→ PROBLEM TO SOLVE
The data below is to be set down exactly.

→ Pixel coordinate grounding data
----------

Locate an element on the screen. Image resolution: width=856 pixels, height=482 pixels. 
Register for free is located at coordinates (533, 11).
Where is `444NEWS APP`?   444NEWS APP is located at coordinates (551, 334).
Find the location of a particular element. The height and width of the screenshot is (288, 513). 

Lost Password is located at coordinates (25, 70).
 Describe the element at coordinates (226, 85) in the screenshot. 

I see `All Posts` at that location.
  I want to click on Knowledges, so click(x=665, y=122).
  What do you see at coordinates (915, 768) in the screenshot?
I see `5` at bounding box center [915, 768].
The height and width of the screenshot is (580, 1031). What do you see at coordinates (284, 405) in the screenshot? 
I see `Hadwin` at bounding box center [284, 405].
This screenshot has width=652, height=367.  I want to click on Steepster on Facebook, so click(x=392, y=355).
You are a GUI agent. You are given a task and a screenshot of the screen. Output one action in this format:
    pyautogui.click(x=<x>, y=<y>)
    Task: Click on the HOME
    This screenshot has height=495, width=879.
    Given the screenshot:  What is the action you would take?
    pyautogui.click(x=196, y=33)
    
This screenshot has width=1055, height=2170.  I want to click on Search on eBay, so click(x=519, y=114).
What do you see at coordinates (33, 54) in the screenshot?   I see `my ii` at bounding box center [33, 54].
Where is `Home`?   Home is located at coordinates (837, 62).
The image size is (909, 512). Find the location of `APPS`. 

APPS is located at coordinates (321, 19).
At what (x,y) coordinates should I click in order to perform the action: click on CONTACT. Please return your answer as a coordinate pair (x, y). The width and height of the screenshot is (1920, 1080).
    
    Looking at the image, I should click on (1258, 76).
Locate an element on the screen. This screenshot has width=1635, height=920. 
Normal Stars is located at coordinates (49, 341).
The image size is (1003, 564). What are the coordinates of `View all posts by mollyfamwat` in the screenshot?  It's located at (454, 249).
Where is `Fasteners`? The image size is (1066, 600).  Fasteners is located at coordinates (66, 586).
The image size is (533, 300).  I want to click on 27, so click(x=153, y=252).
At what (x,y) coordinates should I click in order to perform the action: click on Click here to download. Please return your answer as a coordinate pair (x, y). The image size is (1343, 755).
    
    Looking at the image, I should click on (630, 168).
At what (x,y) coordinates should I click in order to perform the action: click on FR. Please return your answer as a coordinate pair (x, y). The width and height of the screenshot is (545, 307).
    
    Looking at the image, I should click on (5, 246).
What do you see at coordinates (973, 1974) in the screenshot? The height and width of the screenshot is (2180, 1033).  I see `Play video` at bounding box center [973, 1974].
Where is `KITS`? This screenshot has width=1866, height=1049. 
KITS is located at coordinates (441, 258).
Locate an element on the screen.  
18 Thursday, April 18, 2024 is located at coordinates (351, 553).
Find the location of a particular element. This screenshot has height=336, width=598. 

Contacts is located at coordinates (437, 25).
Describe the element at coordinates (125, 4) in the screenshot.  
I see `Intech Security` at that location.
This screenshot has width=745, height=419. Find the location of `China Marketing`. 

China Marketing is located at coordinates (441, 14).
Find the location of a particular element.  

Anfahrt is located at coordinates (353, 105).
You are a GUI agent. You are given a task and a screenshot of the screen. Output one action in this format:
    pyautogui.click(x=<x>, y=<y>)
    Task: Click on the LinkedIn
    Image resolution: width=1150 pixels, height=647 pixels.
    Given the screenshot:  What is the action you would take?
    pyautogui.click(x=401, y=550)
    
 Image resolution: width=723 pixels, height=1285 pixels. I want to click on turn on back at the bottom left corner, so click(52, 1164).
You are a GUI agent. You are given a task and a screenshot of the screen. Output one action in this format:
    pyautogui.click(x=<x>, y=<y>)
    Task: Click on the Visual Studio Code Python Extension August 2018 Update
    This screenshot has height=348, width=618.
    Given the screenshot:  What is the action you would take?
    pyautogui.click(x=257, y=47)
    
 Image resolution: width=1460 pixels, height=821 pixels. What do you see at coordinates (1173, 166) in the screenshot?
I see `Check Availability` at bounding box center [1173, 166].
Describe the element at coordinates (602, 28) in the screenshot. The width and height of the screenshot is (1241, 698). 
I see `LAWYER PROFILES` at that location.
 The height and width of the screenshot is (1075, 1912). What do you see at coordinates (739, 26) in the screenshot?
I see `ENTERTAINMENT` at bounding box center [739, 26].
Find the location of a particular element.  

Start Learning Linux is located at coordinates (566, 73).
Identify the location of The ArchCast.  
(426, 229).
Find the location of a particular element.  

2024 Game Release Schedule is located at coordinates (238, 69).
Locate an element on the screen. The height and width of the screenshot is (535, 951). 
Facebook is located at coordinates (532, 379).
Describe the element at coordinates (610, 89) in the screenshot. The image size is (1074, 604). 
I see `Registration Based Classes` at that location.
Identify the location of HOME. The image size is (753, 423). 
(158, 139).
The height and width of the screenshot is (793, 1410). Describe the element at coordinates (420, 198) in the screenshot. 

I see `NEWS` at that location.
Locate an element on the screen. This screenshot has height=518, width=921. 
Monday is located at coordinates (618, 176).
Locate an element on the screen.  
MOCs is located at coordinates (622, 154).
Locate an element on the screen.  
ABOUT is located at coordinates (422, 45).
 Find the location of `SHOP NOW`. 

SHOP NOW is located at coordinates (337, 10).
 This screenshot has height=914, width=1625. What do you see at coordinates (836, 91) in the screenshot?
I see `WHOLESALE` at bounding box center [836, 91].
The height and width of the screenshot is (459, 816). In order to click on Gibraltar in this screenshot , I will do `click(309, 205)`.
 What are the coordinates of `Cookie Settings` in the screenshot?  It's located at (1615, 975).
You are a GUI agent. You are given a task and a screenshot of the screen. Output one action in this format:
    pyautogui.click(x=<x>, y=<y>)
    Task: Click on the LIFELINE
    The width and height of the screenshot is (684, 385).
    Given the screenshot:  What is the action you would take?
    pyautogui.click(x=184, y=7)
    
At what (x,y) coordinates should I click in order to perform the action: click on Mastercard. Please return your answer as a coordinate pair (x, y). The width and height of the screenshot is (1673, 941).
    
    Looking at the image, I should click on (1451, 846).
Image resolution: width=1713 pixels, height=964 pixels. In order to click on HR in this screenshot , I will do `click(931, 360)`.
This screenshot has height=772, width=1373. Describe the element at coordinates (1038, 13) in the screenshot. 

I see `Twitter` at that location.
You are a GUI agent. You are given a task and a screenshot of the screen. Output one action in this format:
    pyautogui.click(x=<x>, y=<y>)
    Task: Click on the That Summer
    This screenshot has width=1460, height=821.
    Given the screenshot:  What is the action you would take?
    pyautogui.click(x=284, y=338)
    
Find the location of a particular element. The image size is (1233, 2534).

----------

→ EXERCISE OUTPUT
Locate an element on the screen. Image resolution: width=856 pixels, height=482 pixels. 
Register for free is located at coordinates (533, 11).
Where is `444NEWS APP`?   444NEWS APP is located at coordinates (551, 334).
Find the location of a particular element. The height and width of the screenshot is (288, 513). 

Lost Password is located at coordinates (25, 70).
 Describe the element at coordinates (226, 85) in the screenshot. 

I see `All Posts` at that location.
  I want to click on Knowledges, so click(x=665, y=122).
  What do you see at coordinates (915, 768) in the screenshot?
I see `5` at bounding box center [915, 768].
The height and width of the screenshot is (580, 1031). What do you see at coordinates (284, 405) in the screenshot? 
I see `Hadwin` at bounding box center [284, 405].
This screenshot has width=652, height=367.  I want to click on Steepster on Facebook, so click(x=392, y=355).
You are a GUI agent. You are given a task and a screenshot of the screen. Output one action in this format:
    pyautogui.click(x=<x>, y=<y>)
    Task: Click on the HOME
    This screenshot has height=495, width=879.
    Given the screenshot:  What is the action you would take?
    pyautogui.click(x=196, y=33)
    
This screenshot has width=1055, height=2170.  I want to click on Search on eBay, so click(x=519, y=114).
What do you see at coordinates (33, 54) in the screenshot?   I see `my ii` at bounding box center [33, 54].
Where is `Home`?   Home is located at coordinates (837, 62).
The image size is (909, 512). Find the location of `APPS`. 

APPS is located at coordinates (321, 19).
At what (x,y) coordinates should I click in order to perform the action: click on CONTACT. Please return your answer as a coordinate pair (x, y). The width and height of the screenshot is (1920, 1080).
    
    Looking at the image, I should click on (1258, 76).
Locate an element on the screen. This screenshot has width=1635, height=920. 
Normal Stars is located at coordinates (49, 341).
The image size is (1003, 564). What are the coordinates of `View all posts by mollyfamwat` in the screenshot?  It's located at (454, 249).
Where is `Fasteners`? The image size is (1066, 600).  Fasteners is located at coordinates (66, 586).
The image size is (533, 300).  I want to click on 27, so click(x=153, y=252).
At what (x,y) coordinates should I click in order to perform the action: click on Click here to download. Please return your answer as a coordinate pair (x, y). The image size is (1343, 755).
    
    Looking at the image, I should click on (630, 168).
At what (x,y) coordinates should I click in order to perform the action: click on FR. Please return your answer as a coordinate pair (x, y). The width and height of the screenshot is (545, 307).
    
    Looking at the image, I should click on (5, 246).
What do you see at coordinates (973, 1974) in the screenshot? The height and width of the screenshot is (2180, 1033).  I see `Play video` at bounding box center [973, 1974].
Where is `KITS`? This screenshot has width=1866, height=1049. 
KITS is located at coordinates (441, 258).
Locate an element on the screen.  
18 Thursday, April 18, 2024 is located at coordinates (351, 553).
Find the location of a particular element. This screenshot has height=336, width=598. 

Contacts is located at coordinates (437, 25).
Describe the element at coordinates (125, 4) in the screenshot.  
I see `Intech Security` at that location.
This screenshot has width=745, height=419. Find the location of `China Marketing`. 

China Marketing is located at coordinates (441, 14).
Find the location of a particular element.  

Anfahrt is located at coordinates (353, 105).
You are a GUI agent. You are given a task and a screenshot of the screen. Output one action in this format:
    pyautogui.click(x=<x>, y=<y>)
    Task: Click on the LinkedIn
    Image resolution: width=1150 pixels, height=647 pixels.
    Given the screenshot:  What is the action you would take?
    pyautogui.click(x=401, y=550)
    
 Image resolution: width=723 pixels, height=1285 pixels. I want to click on turn on back at the bottom left corner, so click(52, 1164).
You are a GUI agent. You are given a task and a screenshot of the screen. Output one action in this format:
    pyautogui.click(x=<x>, y=<y>)
    Task: Click on the Visual Studio Code Python Extension August 2018 Update
    This screenshot has height=348, width=618.
    Given the screenshot:  What is the action you would take?
    pyautogui.click(x=257, y=47)
    
 Image resolution: width=1460 pixels, height=821 pixels. What do you see at coordinates (1173, 166) in the screenshot?
I see `Check Availability` at bounding box center [1173, 166].
Describe the element at coordinates (602, 28) in the screenshot. The width and height of the screenshot is (1241, 698). 
I see `LAWYER PROFILES` at that location.
 The height and width of the screenshot is (1075, 1912). What do you see at coordinates (739, 26) in the screenshot?
I see `ENTERTAINMENT` at bounding box center [739, 26].
Find the location of a particular element.  

Start Learning Linux is located at coordinates (566, 73).
Identify the location of The ArchCast.  
(426, 229).
Find the location of a particular element.  

2024 Game Release Schedule is located at coordinates (238, 69).
Locate an element on the screen. The height and width of the screenshot is (535, 951). 
Facebook is located at coordinates (532, 379).
Describe the element at coordinates (610, 89) in the screenshot. The image size is (1074, 604). 
I see `Registration Based Classes` at that location.
Identify the location of HOME. The image size is (753, 423). 
(158, 139).
The height and width of the screenshot is (793, 1410). Describe the element at coordinates (420, 198) in the screenshot. 

I see `NEWS` at that location.
Locate an element on the screen. This screenshot has height=518, width=921. 
Monday is located at coordinates (618, 176).
Locate an element on the screen.  
MOCs is located at coordinates (622, 154).
Locate an element on the screen.  
ABOUT is located at coordinates (422, 45).
 Find the location of `SHOP NOW`. 

SHOP NOW is located at coordinates (337, 10).
 This screenshot has height=914, width=1625. What do you see at coordinates (836, 91) in the screenshot?
I see `WHOLESALE` at bounding box center [836, 91].
The height and width of the screenshot is (459, 816). In order to click on Gibraltar in this screenshot , I will do `click(309, 205)`.
 What are the coordinates of `Cookie Settings` in the screenshot?  It's located at (1615, 975).
You are a GUI agent. You are given a task and a screenshot of the screen. Output one action in this format:
    pyautogui.click(x=<x>, y=<y>)
    Task: Click on the LIFELINE
    The width and height of the screenshot is (684, 385).
    Given the screenshot:  What is the action you would take?
    pyautogui.click(x=184, y=7)
    
At what (x,y) coordinates should I click in order to perform the action: click on Mastercard. Please return your answer as a coordinate pair (x, y). The width and height of the screenshot is (1673, 941).
    
    Looking at the image, I should click on (1451, 846).
Image resolution: width=1713 pixels, height=964 pixels. In order to click on HR in this screenshot , I will do `click(931, 360)`.
This screenshot has height=772, width=1373. Describe the element at coordinates (1038, 13) in the screenshot. 

I see `Twitter` at that location.
You are a GUI agent. You are given a task and a screenshot of the screen. Output one action in this format:
    pyautogui.click(x=<x>, y=<y>)
    Task: Click on the That Summer
    This screenshot has width=1460, height=821.
    Given the screenshot:  What is the action you would take?
    pyautogui.click(x=284, y=338)
    
Find the location of a particular element. The image size is (1233, 2534).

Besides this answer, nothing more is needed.